Robe MegaPointes and Kinetic Lights custom moving mirrors were at the core of the design (photo: Graham Tolbert)
USA - Michael Brown is a lighting designer who loves to experiment and take some creative risks in the quest for imagining new and exciting performance environments and that’s exactly what he did for the US leg of Bon Iver’s recent tour, part of the campaign for new album i, i, where 49 x Robe MegaPointes and 25 x Kinetic Lights custom moving mirrors were at the core of his design combining the diverse visual disciplines of art, architecture and concert lighting.
Michael has worked with the band since 2012, following a chance backstage encounter a few years earlier with lead singer Justin Vernon. It’s been a fertile and stimulating partnership, for which they implicitly trust in his creative judgment.
He first encountered the Kinetic Lights winch system in 2017 while researching cool art projects for the Eaux Claires Festival in Wisconsin for which he was the creative director/ visual arts curator for all four years - 2015 to 2018 - that the event has run so far.
Bon Iver’s Justin Vernon and Aaron Dessner from The National are the main curators - for music and all aspects - of the entire festival.
Christopher Bauder and WHITEvoid - the company presenting the project side of his work – had a lot more experience of utilizing the kit, and both Justin Vernon and Bon Iver’s production manager James Dean were also onboard.
The 3D geometry that defined the band’s touring lighting rig was created by five identical overhead chevron trusses comprising 32ft long wings connected by a 90-degree corner block, which resembled a diamond from the audience perspective and mirrored a diamond-shaped layout of the band risers onstage down below . . . with no one on the central plane.
The 25 custom diamond-shaped Kinetic Lights LED-outlined mirrors, each suspended on three of their proprietary winches, flew below the chevrons - in five vertical rows of five - able to move up / down / pan / tilt in any direction, controlled by their own KLC control software, developed specially for this purpose.
Then there were two grids of MegaPointes at the core of the rig. A row of 21 fixtures formed a U-shape around the winches with another 21 echoing the same positions on the floor, and all these fixtures were mapped onto the mirrors. The other seven MegaPointes were on the floor aligned directly below certain mirrors.
All the flown elements were sub-hung from a mothergrid installed into the arenas to ensure millimeter precision for each gig.
Lighting - for the MegaPointes plus a number of other moving lights and LED battens and strips - was controlled via a grandMA2 console which was also triggering the KLC computer for the winch movements.
Lighting equipment, all the associated rigging and the set risers were supplied out of rental specialist Clearwing’s Milwaukee shop, with the mirrors and winches a rental from Kinetic Lights in Germany.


**What you should do:**
When writing out the entries below, keep only the lines from the line with "What elements are" to the line with "For every button, label, input, icon, or", both included, exactly as they are, and leave the pictures aside.

**Study material:**
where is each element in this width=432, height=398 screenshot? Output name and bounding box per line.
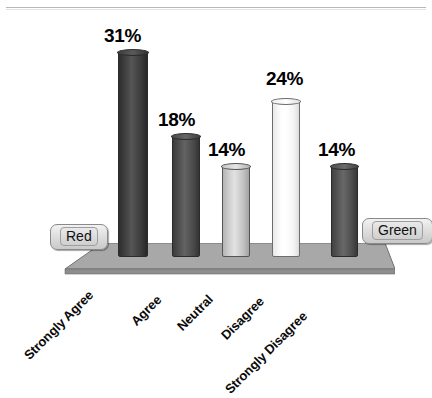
* * *
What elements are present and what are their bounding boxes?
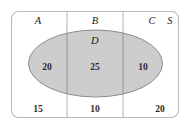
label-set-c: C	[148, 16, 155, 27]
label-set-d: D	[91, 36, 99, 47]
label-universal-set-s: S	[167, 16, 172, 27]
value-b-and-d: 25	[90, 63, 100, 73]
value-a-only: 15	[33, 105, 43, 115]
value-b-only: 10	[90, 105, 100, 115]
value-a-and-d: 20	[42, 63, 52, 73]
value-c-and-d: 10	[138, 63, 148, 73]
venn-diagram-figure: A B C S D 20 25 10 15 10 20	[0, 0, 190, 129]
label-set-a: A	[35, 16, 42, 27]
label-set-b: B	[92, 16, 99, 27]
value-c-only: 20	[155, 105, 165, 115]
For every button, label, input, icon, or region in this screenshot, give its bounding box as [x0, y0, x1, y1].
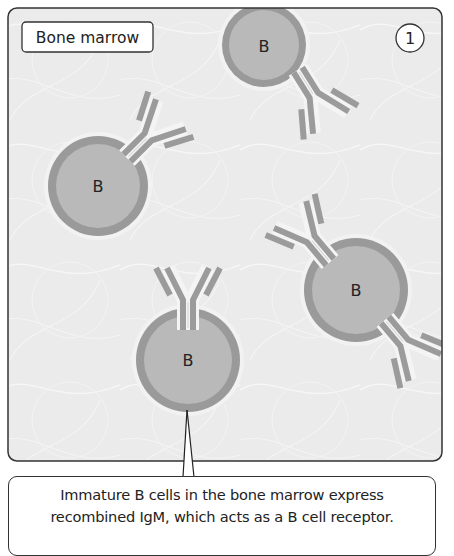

**Solution for this task:**
What elements are present and what are their bounding boxes?
label-set-c: C	[148, 16, 155, 27]
label-set-d: D	[91, 36, 99, 47]
label-universal-set-s: S	[167, 16, 172, 27]
value-b-and-d: 25	[90, 63, 100, 73]
value-a-only: 15	[33, 105, 43, 115]
value-b-only: 10	[90, 105, 100, 115]
value-a-and-d: 20	[42, 63, 52, 73]
value-c-and-d: 10	[138, 63, 148, 73]
venn-diagram-figure: A B C S D 20 25 10 15 10 20	[0, 0, 190, 129]
label-set-a: A	[35, 16, 42, 27]
label-set-b: B	[92, 16, 99, 27]
value-c-only: 20	[155, 105, 165, 115]
For every button, label, input, icon, or region in this screenshot, give its bounding box as [x0, y0, x1, y1].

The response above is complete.